He’s telling the story to his students instead of presenting the lesson’s he’s supposed to be doing, and that at least is interesting. He’s doing it because his father has recently died and because his father is speaking to him.
But the father’s story, although harrowing, is at such a distance from the reader that it lacks any kind of power or tension. We know what’s coming. The experience will be awful. But the way the story is told it’s hard to feel anything toward the father. What we feel—just as the young students feel—is about the son, the one telling the story, and in this excerpt we get practically nothing of him. Perhaps that’s in the book.
July 12 & 19, 2010: “An Honest Exit” by Dinaw Mengestu

About the author

I am the author of three novels--THE LAST BIRD OF PARADISE, OLIVER'S TRAVELS, and THE SHAMAN OF TURTLE VALLEY--and three story collections--IN AN UNCHARTED COUNTRY, HOUSE OF THE ANCIENTS AND OTHER STORIES, and WHAT THE ZHANG BOYS KNOW, winner of the Library of Virginia Literary Award for Fiction. I am also the co-founder and former editor of Prime Number Magazine and the editor of the award-winning anthology series EVERYWHERE STORIES: SHORT FICTION FROM A SMALL PLANET.

Comments

  1. >I actually disagree. I think this is one of the only excerpts I've seen in quite some time that works just as well as a short story. Of course we know what is to come is will be horrific–most escapes from war-torn countries are. But it's the final message, the idea that hope is a weakness and that dreams don't keep you from sinking, that inverts the traditional notion that dreams are beneficial.

    I thought this was a fabulous story. I'm can't wait for KAREN RUSSELL'S!! anyone know when that is due?

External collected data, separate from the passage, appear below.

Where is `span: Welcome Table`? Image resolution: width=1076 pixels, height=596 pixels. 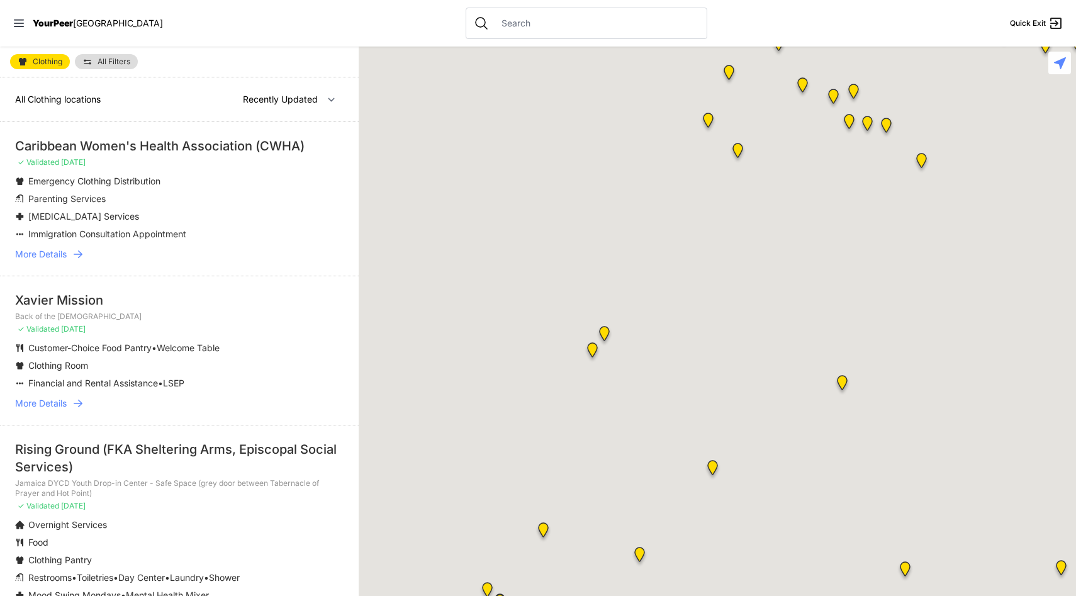 span: Welcome Table is located at coordinates (188, 347).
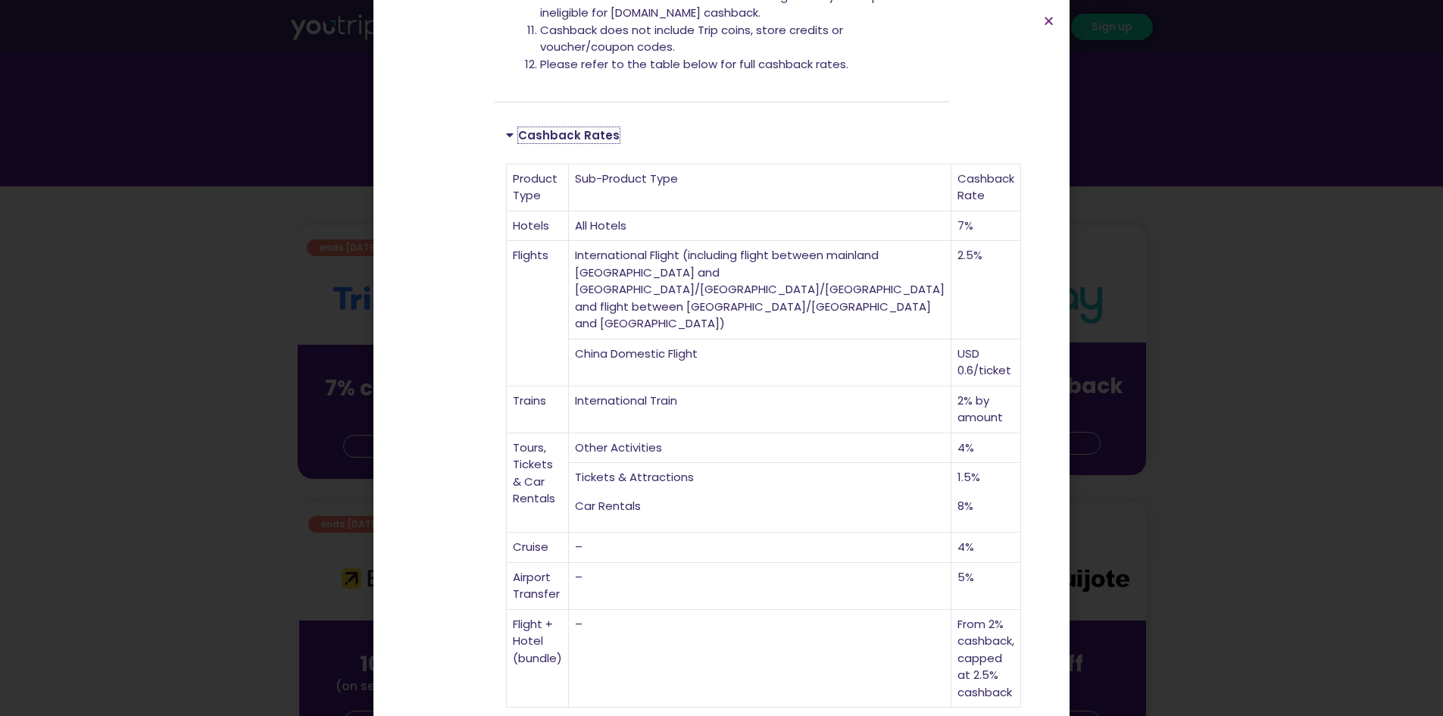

  2. >Why does the New Yorker persist in publishing novel excerpts? Not that I'm opposed to excerpts, but if they want to promote forthcoming novels you think they'd be more explicit about it. But if they want to push short stories they should focus on writers who specialize in the form.

  3. >I agree — I do wish they'd alert us to the fact these things are excerpts, and frankly I wish they'd stick with short stories that are meant to be short stories.

  4. >All this talk about excerpts made me wonder how the Best American collection handles the issue. This collection stipulates a no-excerpts policy, so what do they do about the fact that 90% of the New Yorker fiction is novel excerpts? Does that mean that New Yorker fiction doesn't enter these collections?

    I think that what happens is that whenever the New Yorker prints a genuine non-excerpt short story, that story automatically gets included in BASS.

    Paul Epstein

  5. >The story dragged along more than I expected, but I thought it worked. The plot about the narrator’s father is interesting (albeit tepidly), and the narrator’s gruffness in the frame story gave me a sense that we were on the verge of an embarrassment or a dismissal—which kept my interest.

    I liked how the narrator made up the tale about his father unabashedly. It’s an interesting take on how reality can hector people into buying more readily into fiction (“That death was involved only made the story more compelling”). This is what tends to happen in stories that highlight their own exotic, downtrodden elements in order to increase their visceral appeal. (Nam Le dealt with the “ethnic” genre quite provocatively in “Love and Honour…”).

    Maybe it was because it was a novel excerpt, but I found a couple contradictions that can hardly be blamed on the narrator’s wild inventions. The first is mild: the narrator tells us about his father at the beginning that “We had never spoken much during his lifetime,” but a few pages later we are told the narrator’s father “mentioned [Abrahim] regularly, not as a part of normal conversations but as a casual aside.” So they did have normal conversations? The second is this: we are told that Abrahim got the narrator’s father a “better-paying second job, as a porter,” but sometime after that we are led to think that the narrator’s father was still serving tea (“There was no one to serve tea to that day”). Did I miss something?

    The language is not full of fireworks, but it’s not bad. Perhaps there is an overuse of “eventually” in the first pages. Finally, this comment about language may seem unbearably snooty (it’s not meant that way at all), and yet I can’t help but say that in this story I found the only typo I’ve ever seen in The New Yorker: “it got too hot too work.” Strange. And two sentences later, there’s a classic example of a dangling modifier: “there was something irreparably cruel about a place that put water that could not be drunk in front of you.” (Notice the restless “in front of you” at the end: put in front of you or drink in front of you?) Someone from the copyediting desk may have fallen asleep while checking that paragraph.

    An aside to Paul: BASS 2009 published a novel excerpt (by Daniel Alarcón). When I spotted it, I mentioned it in a comment here in PF (here). I didn’t know they had a no-excerpt policy.